Chr.J. van Geel in Leiden
Photo: Inge Harsten
This was the 54th wall poem realized by the TEGEN-BEELD Foundation. The poem was painted on a wall of Hogewoerd 77 in 1997. This address housed the art gallery Sidac Studio from 1995 until 2015. Its owner, Piet Franzen, was an artist and poet himself and wanted a wall poem that was related to the visual arts. It also had to fit on the facade, which was mostly made out of glass and therefore incites an aquarium-like feeling. The poem appears to be a frame for the building: the window becomes a painting and an aquarium at the same time.
Quotes
Poetry is the stutterer’s greatest dream.
Chr.J. van Geel
Fire is not unbecoming to art.
Chr.J. van Geel
His work will teach you to be allergic to intellectual boasting - but its purport has become its purpose, to him it is about what you cannot learn but can experience.
Writer Willem Jan Otten about Chris van Geel’s poetry
Chris van Geel as a poet was the prince that kissed me awake.
Willem Jan Otten
If you become an artist as well, I will break both your legs.
Chris’s mother Dien van Geel-Marsman
Fun facts
- The sculptor John Rädecker was commissioned in 1946 to design the National Monument on the Dam in Amsterdam.

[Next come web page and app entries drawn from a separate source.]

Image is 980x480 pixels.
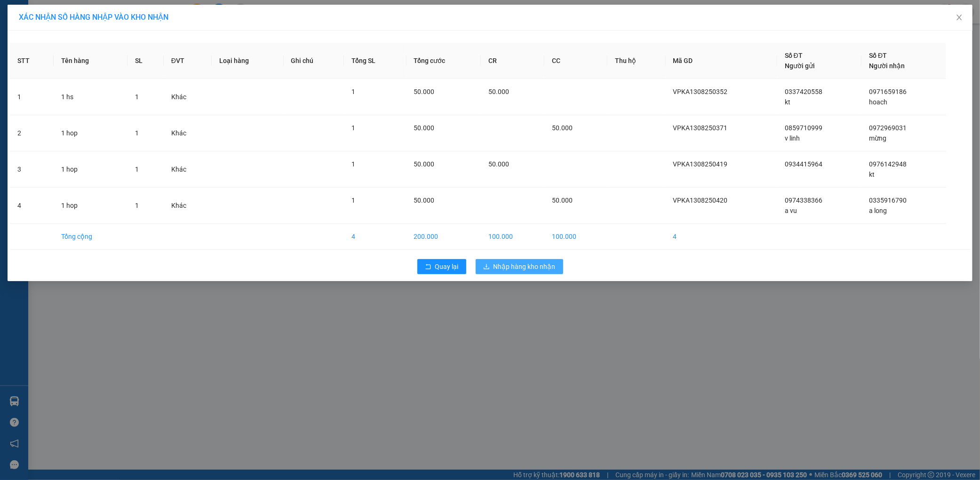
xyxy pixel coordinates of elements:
span: VPKA1308250420 [673,196,728,204]
th: ĐVT [164,43,212,79]
th: Ghi chú [284,43,344,79]
th: Loại hàng [212,43,284,79]
span: 0971659186 [869,88,907,95]
span: XÁC NHẬN SỐ HÀNG NHẬP VÀO KHO NHẬN [19,13,168,22]
td: 1 hs [53,79,127,115]
th: Tổng cước [406,43,481,79]
td: 200.000 [406,224,481,250]
th: Thu hộ [607,43,666,79]
td: 1 hop [53,115,127,152]
span: 50.000 [552,196,573,204]
td: 100.000 [481,224,545,250]
span: 50.000 [414,88,434,95]
span: VPKA1308250419 [673,160,728,167]
td: 4 [10,188,53,224]
span: Số ĐT [869,51,886,59]
span: v linh [784,135,799,142]
span: 1 [135,166,139,173]
th: CC [545,43,607,79]
span: 1 [135,129,139,137]
button: downloadNhập hàng kho nhận [475,259,563,274]
td: Tổng cộng [53,224,127,250]
span: Số ĐT [784,51,802,59]
td: 3 [10,152,53,188]
span: Quay lại [435,261,459,272]
span: 0974338366 [784,196,823,204]
td: 1 hop [53,152,127,188]
span: 0934415964 [784,160,823,167]
span: 50.000 [489,160,509,167]
th: STT [10,43,53,79]
span: hoach [869,98,887,106]
td: 2 [10,115,53,152]
span: 1 [351,88,355,95]
span: 0335916790 [869,196,907,204]
span: 1 [351,196,355,204]
span: download [483,263,490,271]
td: Khác [164,79,212,115]
td: 4 [344,224,406,250]
th: SL [127,43,164,79]
span: 1 [351,124,355,132]
td: Khác [164,115,212,152]
span: 1 [351,160,355,167]
span: VPKA1308250352 [673,88,728,95]
span: 1 [135,202,139,210]
th: Tên hàng [53,43,127,79]
button: rollbackQuay lại [417,259,466,274]
span: 50.000 [414,196,434,204]
span: close [956,14,963,22]
span: a vu [784,207,797,214]
td: Khác [164,188,212,224]
th: CR [481,43,545,79]
span: Người nhận [869,62,905,69]
td: 4 [666,224,777,250]
span: kt [784,98,790,106]
span: 0972969031 [869,124,907,132]
span: 50.000 [552,124,573,132]
th: Tổng SL [344,43,406,79]
span: a long [869,207,886,214]
span: 0859710999 [784,124,823,132]
span: rollback [425,263,431,271]
span: Người gửi [784,62,815,69]
span: mừng [869,135,886,142]
span: kt [869,170,874,178]
span: 50.000 [414,160,434,167]
td: Khác [164,152,212,188]
span: 1 [135,94,139,101]
span: 0976142948 [869,160,907,167]
td: 100.000 [545,224,607,250]
th: Mã GD [666,43,777,79]
span: Nhập hàng kho nhận [493,261,556,272]
span: VPKA1308250371 [673,124,728,132]
span: 0337420558 [784,88,823,95]
button: Close [946,5,973,31]
span: 50.000 [414,124,434,132]
td: 1 hop [53,188,127,224]
span: 50.000 [489,88,509,95]
td: 1 [10,79,53,115]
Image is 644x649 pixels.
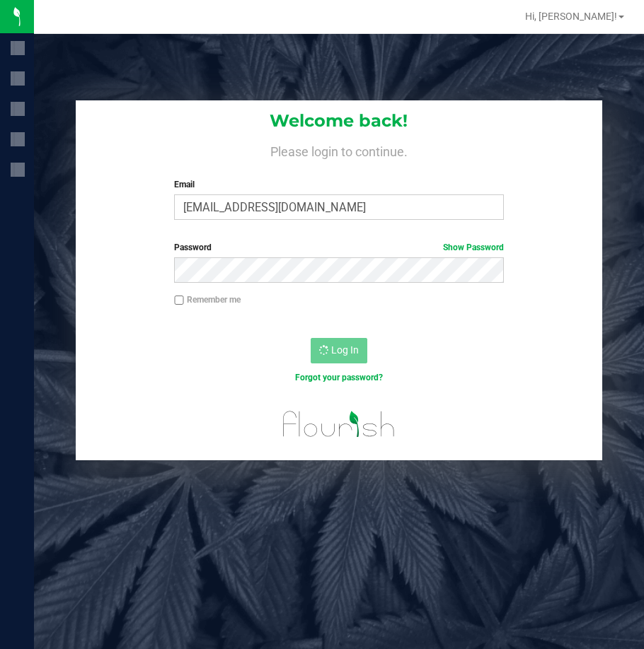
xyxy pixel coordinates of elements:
[174,296,184,305] input: Remember me
[443,243,504,253] a: Show Password
[273,399,404,450] img: flourish_logo.svg
[331,345,359,356] span: Log In
[525,11,617,22] span: Hi, [PERSON_NAME]!
[174,243,211,253] span: Password
[311,338,367,363] button: Log In
[295,373,383,382] a: Forgot your password?
[174,178,504,191] label: Email
[75,141,601,159] h4: Please login to continue.
[174,294,240,306] label: Remember me
[75,111,601,130] h1: Welcome back!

Rädecker lived in Groet at the time and needed a pied-à-terre in Amsterdam, ideally close to the Dam. He traded his house-cum-studio in Groet for Chris van Geel’s grandfather’s house located at the Herengracht. This is how Van Geel ended up in Groet.
- Chris van Geel’s partner launched a website in honor of him, where his work and life come together.
This poem was set to music by the Leiden band Street fable.
Moved
I saw a painting the other day
where a fish swam
back and forth.
Translation: Emma Knapper
Learn more
This entry was written by Het Taalmuseum in collaboration with Ellen van Dilst. The translation into English is by Emma Knapper. The following sources were consulted:
- Willem Jan Otten, introduction to ‘Het mooiste leeft in doodsgevaar’, 2009
- J.P. Guépin, Christiaan Johannes van Geel. In: Jaarboek van de Maatschappij van Nederlandse Letterkunde, 1976 (DBNL.org)
- www.chrisvangeel.nl; website about Chris van Geel’s work and life. Developed by Elly de Waard on behalf of the Chr.J. van Geel Foundation.